For its anti-Catholic operations, the Journal is used as a sort of tender to the heavy transport, the Monthly, which frequently gives its readers long, elaborate, and malicious articles, made up mainly of exploded calumnies, threadbare anti-Popery rhetoric of the school of Brownlee
and the early Know-Nothings, and the extraordinary lucubrations of a contributor whom we can only describe as Harper’s comic historian. This singular writer undertakes to demonstrate, for instance, that the Apostle of Ireland was not a Catholic missionary at all, but in religious faith a sort of Old-School Presbyterian, who went about distributing Bibles among the “savage Irish,” making strong “anti-Popery” speeches, and delivering lectures on popular education to the serfs of his day!
Absurd as these articles are from a literary point of view, they are yet full of inflammable material, and play as recklessly with fire as the more brutal incentives of the Weekly. For it must be borne in mind that most of these direct appeals to religious bigotry are intended not so much for home consumption as for their effect upon the general rural mind, and that their evident purpose is to arouse another Know-Nothing revival throughout the country.
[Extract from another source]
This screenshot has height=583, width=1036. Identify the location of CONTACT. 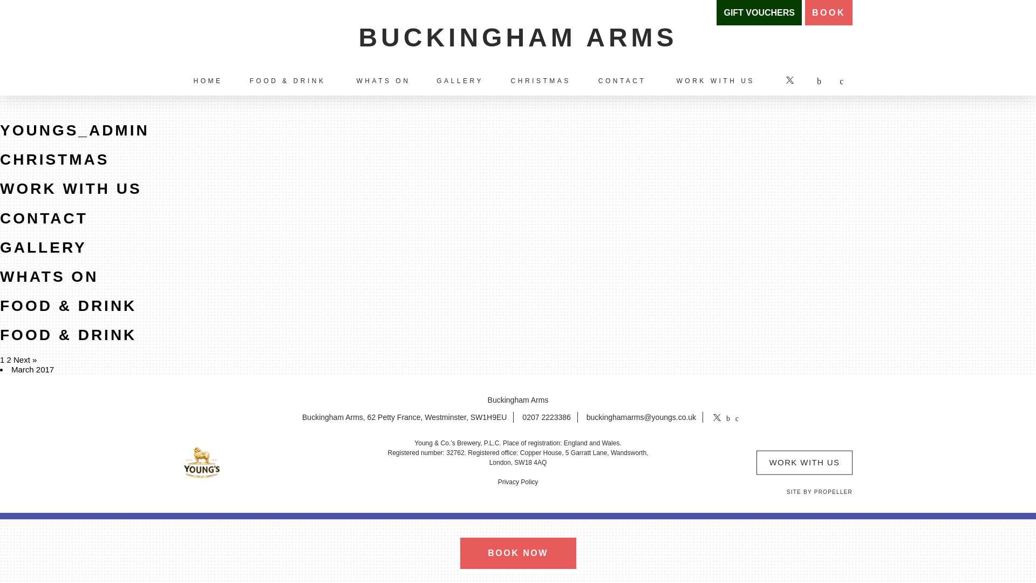
(622, 81).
There are, unfortunately, too many people thoughtless enough, or, perhaps, wicked enough, to respond to these incentives—people so far forgetting themselves as to imagine that their own religion, or something which they imagine stands for it, must be the state church in America, and that it is free to them to persecute and outlaw the professors of a faith which, in their ignorance, they despise and hate.
But we are satisfied that, on the other hand, there is too much intelligence, moderation, forbearance, and patriotism among American citizens to permit the success of schemes aimed at once against liberty of conscience, the peace of society, and the true freedom of our institutions.
And among these citizens we rank—by no means the last—the
CATHOLICS OF THE UNITED STATES.
We can only qualify as impertinent the coolness with which these scribes of the Messrs. Harper talk about “receiving” Catholics “hospitably into this free Protestant land.” When and how were these gentlemen constituted the dispensers of the hospitalities of this free country? When and how did this country become a “Protestant land”? At what period of the history of America were Catholics strangers here?